It's about a year since I started making 3D printed clocks, with Steve Peterson's SP5 clock, and I decided it was time to try designing a clock of my own. I have modified some of the clocks I've made in small ways (adjusting fit) and in larger ones (replacing the motion work in the Swingtime clock). The only complete design I have done was the William Strutt epicyclic design, and even them much of it came from a published diagram. Now it's time to do something from the ground up. I don't know if I will carry this all the way through to a reliable design; it may turn out I don't have the skills or the patience to do so.
The starting point is a basic Graham escapement design with a rather conventional wheel train and motion train. I have a few ideas for ways I would like to refine it over time. The gear tooth counts are taken from this design on Thingiverse, itself remixed from a design by Thingiverse user TheGoofy. Having said that I wanted to design the clock myself, it might seem inconsistent to take the gearing from an existing design, but there are only so many possibilities which give you the right ratios and a number of teeth that you can manufacture. I like this wheel train as it allows you to add a seconds hand easily. Assuming a pendulum with a 2 second period (so about 1 metre long), you get this:
Escape wheel: 30 teeth, pinion 30 teeth.
Seconds wheel: 60 teeth, pinion 9 teeth.
Intermediate wheel: 72 teeth, pinion 10 teeth.
Minute wheel: 75 teeth, 16 teeth.
Reduction wheel (minutes to hours): 64 teeth, pinion 20 teeth.
Hour wheel: 60 teeth.
You have some choice about the gearing from the minute wheel to the weight drum. My initial design has an extra 20 tooth wheel on the minute arbor engaging with a 60 tooth wheel on the weight drum for a 3:1 reduction. If the weight drum has a diameter of 50mm, then it means that for each 3 hour rotation, the weight drops pi times 50mm, so that in 19 hours the weight drops by 1 metre. The pendulum length is something I will reconsider later.
I did the design in Fusion 360, using the standard add-in for generating the gears. The add-in only generates involute gears. I feel sure that I read something which said that cycloidal gears are better in the train from the weight to the escapement where each step increases speed and reduces torque, and involutes are better in the train from the minute wheel to the hour wheel, with the opposite characteristics. However, I could not find the reference again and there are many places which say to use involutes unless the teeth are so small they become fragile. This reference concisely summarizes the debate. If I wanted cycloidal gears there are tools like this one which output a DXF or SVG. I used a 14.5 degree pitch angle and a small amount of backlash to make the spacing between the teeth better. All of the pairs of gears are design to have their centers the same distance apart (60mm) so that I can stack several on the same arbor if I choose, leading to various different modules from 1.33 to 1.5. For the escape wheel and anchor, I used a parametric design a created a few months ago in Fusion 360, based on Jacque Favre's tutorial.
(Side note: what I actually did for the gear was use the add-in, and then project the profile into a new sketch.

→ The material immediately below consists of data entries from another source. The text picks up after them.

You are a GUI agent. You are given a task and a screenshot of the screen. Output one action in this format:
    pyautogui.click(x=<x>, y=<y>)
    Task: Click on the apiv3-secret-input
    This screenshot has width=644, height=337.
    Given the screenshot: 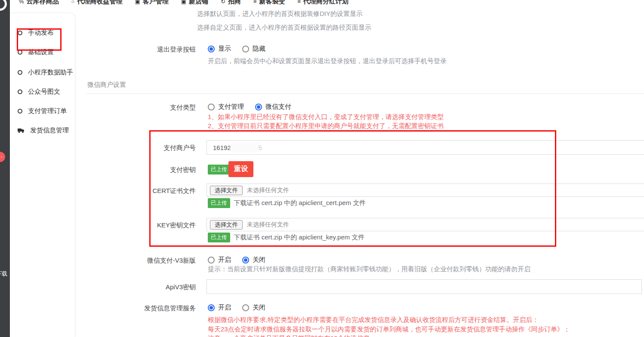 What is the action you would take?
    pyautogui.click(x=424, y=287)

I could then project the pinion profile into a new sketch. This makes combining them a little easier.)
Here is a picture of a prototype, with a couple of minor parts missing:
The purpose of the prototype is to check everything seems to fit together. The weight arrangement is unfinished. It has no ratchet to allow for rewinding. The frame is very flimsy as I designed to print quickly. There are no bearings or attempt to reduce friction in this version, and the anchor is designed so I can experiment with different positions for the pendulum.
I printed part of this: the frame and the wheel train from the escapement through to the minute wheel, modified to include a weight drum. Originally I wanted to try this with various weights to get an idea of what weight I might need in the final version, but I had cut corners in the frame. So in the end it only ran for a few seconds with a weight hooked up. However, by applying force to the minute wheel by hand I was able to see it roughly working:
The beat isn't right and it takes quite a lot of force to make it run, but it gives an idea that things are generally correct.